Two Tahitian Women
Paul Gauguin·1899
Historical Context
Two Tahitian Women (1899) at the Metropolitan Museum of Art is among the most celebrated of Gauguin's second-stay Tahitian figure paintings — a half-length composition of extraordinary formal confidence in which two women hold offerings of flowers and fruit. By 1899 the hieratic frontality he associated with ancient Egyptian and Javanese sculpture had fully integrated with his Tahitian subject matter, and these two figures present themselves with the monumental dignity of iconic art rather than the observed casualness of genre painting. The flowers and fruit they hold create a ritual dimension — an offering, an abundance — that aligned with his understanding of Tahitian life as spiritually animated in ways European culture was not. The Metropolitan's long-term possession of this canvas as one of its most-visited Post-Impressionist works has made it among the most reproduced images in the history of Gauguin scholarship, and its presence alongside the Three Tahitian Women (1896) in the same collection allows the evolution of his mature figure style across the two Tahitian stays to be directly compared.
Technical Analysis
The two figures occupy the canvas as monumental flat presences, their forms defined by the rich terracotta and golden tones of their skin against the muted background.
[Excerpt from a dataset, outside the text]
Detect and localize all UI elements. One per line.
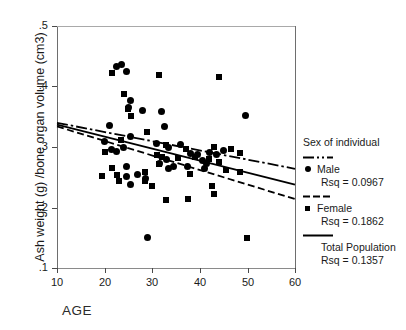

The flowers on the tray provide a note of intense color that functions as a compositional accent without disrupting the painting's overall tonal restraint.
Look Closer
- ◆The two women are positioned at the same height, creating a diptych-like symmetry.
- ◆One figure holds flowers, the other fruit — the pairing carries a ritual, almost votive quality.
- ◆Gauguin's flesh tones for these late figures are warm ochre with cool violet in the shadows.
- ◆The background pink-red environment is a flat saturated ground with no atmospheric recession.